Part of that, too, is that both games have entropy. In Chess, the number of pieces on the board only ever goes down. In Go, it trends upward.

You can break up five moves of doom, if necessary, by having the tactical situation available depend on your current hit points, for instance, and dramatically limit healing so that the total hit points of any given side will trend downward. So when you're at full health, you have different moves available than when you're at 50%, and at each you have different moves available depending on your enemy's hit points.
This. Everything at-will might not be as easy to get working as "anything is usable or optimal given certain not to obvious or too opaque conditions."

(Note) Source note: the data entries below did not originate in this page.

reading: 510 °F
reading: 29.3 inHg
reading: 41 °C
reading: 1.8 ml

Say as battle goes on, your character and the enemies pile up immediate fatigue, so blocking and countering becomes less effective. You can then use a certain level of complexity or hidden information (from the players point of view) to hide precisely where the transition occurs from trying to fatigue your enemies to going for the kill with moves that do more damage but are too easily countered when everyone is fresh.

Or you could have a c-c-c-c-combo meter that goes up as you chain a bunch of weak attacks. So your job is to set up your own combo and c-c-c-combo break your enemies.

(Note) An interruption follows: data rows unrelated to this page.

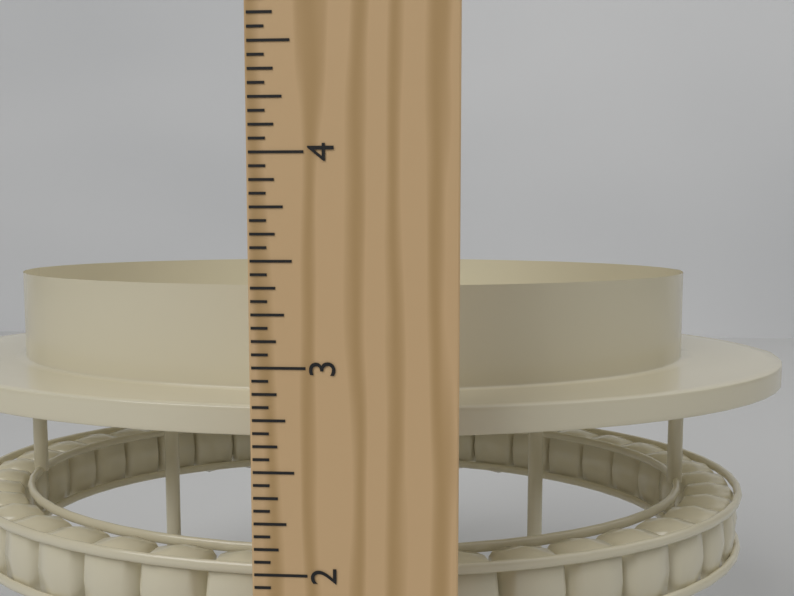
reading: 3.3125 in
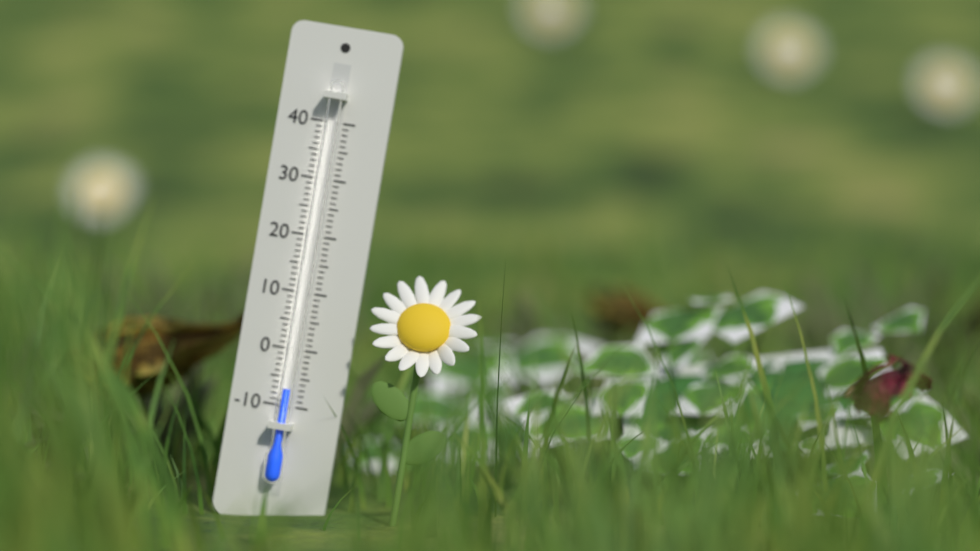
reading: -7 (no unit)
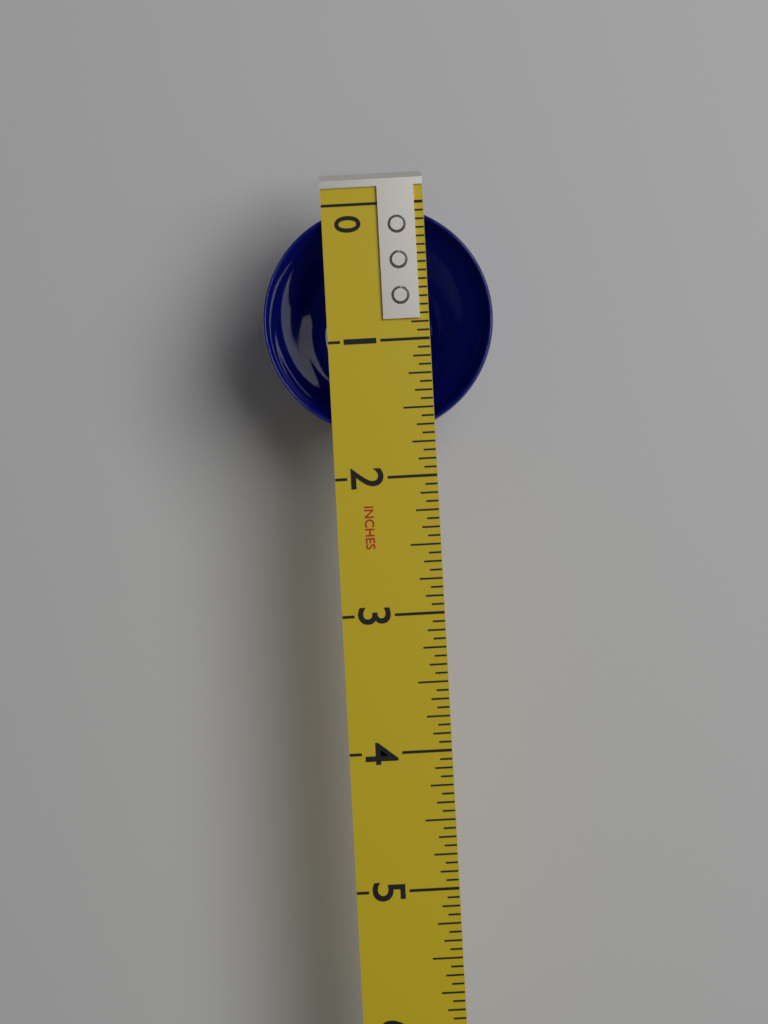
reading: 1.6875 in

Fighting games seem like a neat place to take inspiration from, but this sort of system would seem difficult to put new moves and abilities in without either not having much variety or causing tectonic shifts in optimal strategy when more stuff comes out.
quanta
Journeyman
Posts: 134
Joined: Mon Jun 14, 2010 12:17 am

Post by quanta »

Part of that, too, is that both games have entropy. In Chess, the number of pieces on the board only ever goes down. In Go, it trends upward.

You can break up five moves of doom, if necessary, by having the tactical situation available depend on your current hit points, for instance, and dramatically limit healing so that the total hit points of any given side will trend downward. So when you're at full health, you have different moves available than when you're at 50%, and at each you have different moves available depending on your enemy's hit points.
This. Everything at-will might not be as easy to get working as "anything is usable or optimal given certain not to obvious or too opaque conditions."

Say as battle goes on, your character and the enemies pile up immediate fatigue, so blocking and countering becomes less effective. You can then use a certain level of complexity or hidden information (from the players point of view) to hide precisely where the transition occurs from trying to fatigue your enemies to going for the kill with moves that do more damage but are too easily countered when everyone is fresh.

Or you could have a c-c-c-c-combo meter that goes up as you chain a bunch of weak attacks. So your job is to set up your own combo and c-c-c-combo break your enemies.

Fighting games seem like a neat place to take inspiration from, but this sort of system would seem difficult to put new moves and abilities in without either not having much variety or causing tectonic shifts in optimal strategy when more stuff comes out.